Actually to be honest I'm probably most content like this - if I
really try to do something productive then I just run into all the
frustrating, often apparantly-unresolvable, problems like I had
with that wheel bearing replacement. On the other hand if I really
don't intend to do anything, then after 2-3 hours on the couch
watching a movie* or reading an old magazine from the 1950s, I end
up feeling like I _need_ to physically do something, but at the
same time I don't _want_ to do anything. I'm sure that's not very
unusual, though some people seem to manage to content themselves
with doing nothing very well. But somehow when I feel like I want
to do somthing specific, but I'm not doing it because "I'll just do
a bit of this first, it can wait", I feel much happier. The bliss
of procrastination.
* I finished my epics watchlist last night with Zulu (got a poster
for that over in the "history snippets" section, by the way). Ben
Hur certainly lives up to the hype, and I think I would actually
rate it above Sparticus, which is nevertheless a great film with
a more "human" story. Zulu is really less in the old hollywood
epic tradition (British, so not made in Hollywood for one thing),
which is also a bit of a relief because you need something more
down to earth after all that glitzy American stuff and its
self-righteous sub-text. It's just one battle, shown excellently.

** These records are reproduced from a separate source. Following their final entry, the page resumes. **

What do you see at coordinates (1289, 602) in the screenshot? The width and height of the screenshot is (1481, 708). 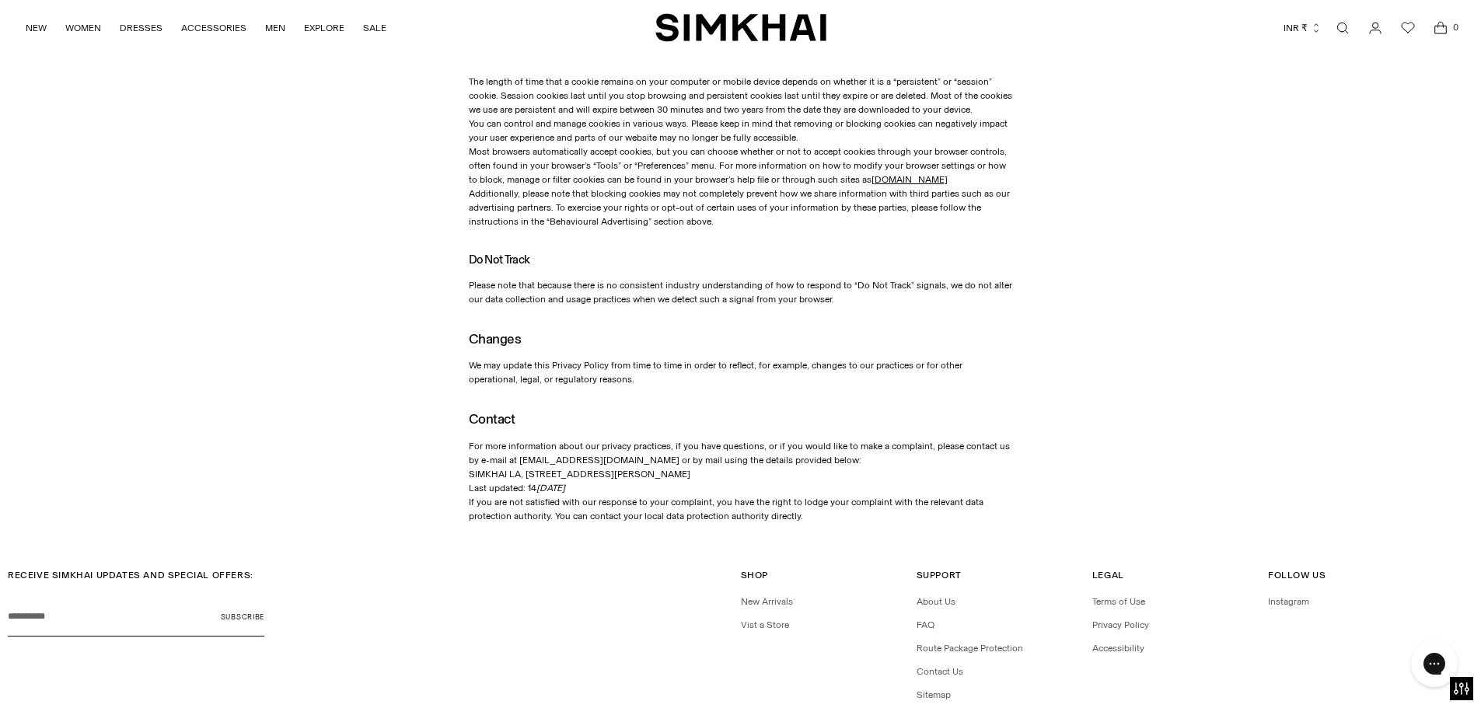 I see `a: Instagram` at bounding box center [1289, 602].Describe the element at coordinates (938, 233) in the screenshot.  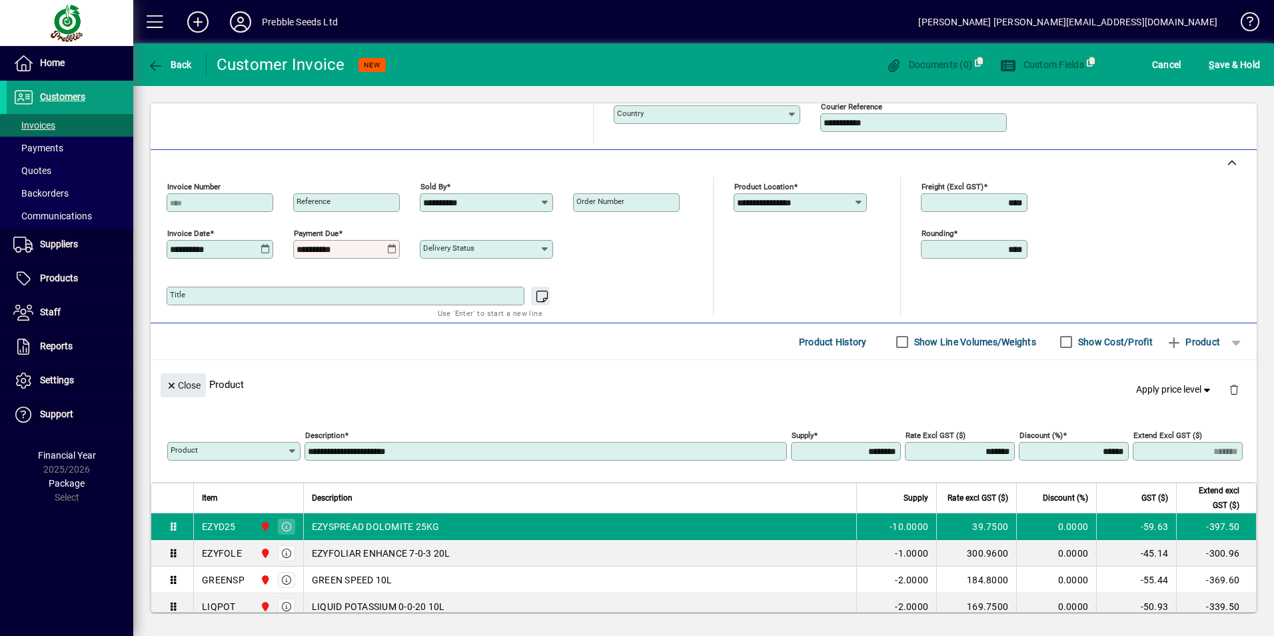
I see `mat-label: Rounding` at that location.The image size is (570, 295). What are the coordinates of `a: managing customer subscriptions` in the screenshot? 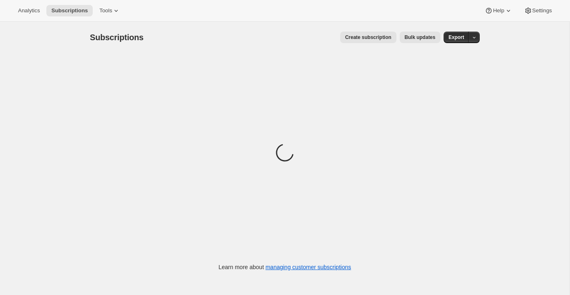 It's located at (308, 267).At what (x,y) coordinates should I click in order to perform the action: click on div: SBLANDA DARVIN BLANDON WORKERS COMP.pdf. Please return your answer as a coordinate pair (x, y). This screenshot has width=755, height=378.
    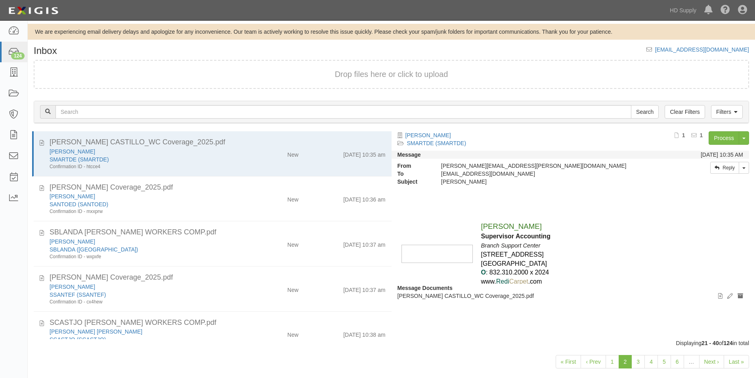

I already started on old James Bond movies in the mean time, so
that'll be my next theme I suppose. I need to make the most of the
movies I've got because without the local Op-Shop I haven't had a
source of new ones coming in for a long time and I've finally
worked my way through the backlog in my "VHS inbox". I was running
out of good places to put up more shelves for them anyway though,
so maybe it's for the best.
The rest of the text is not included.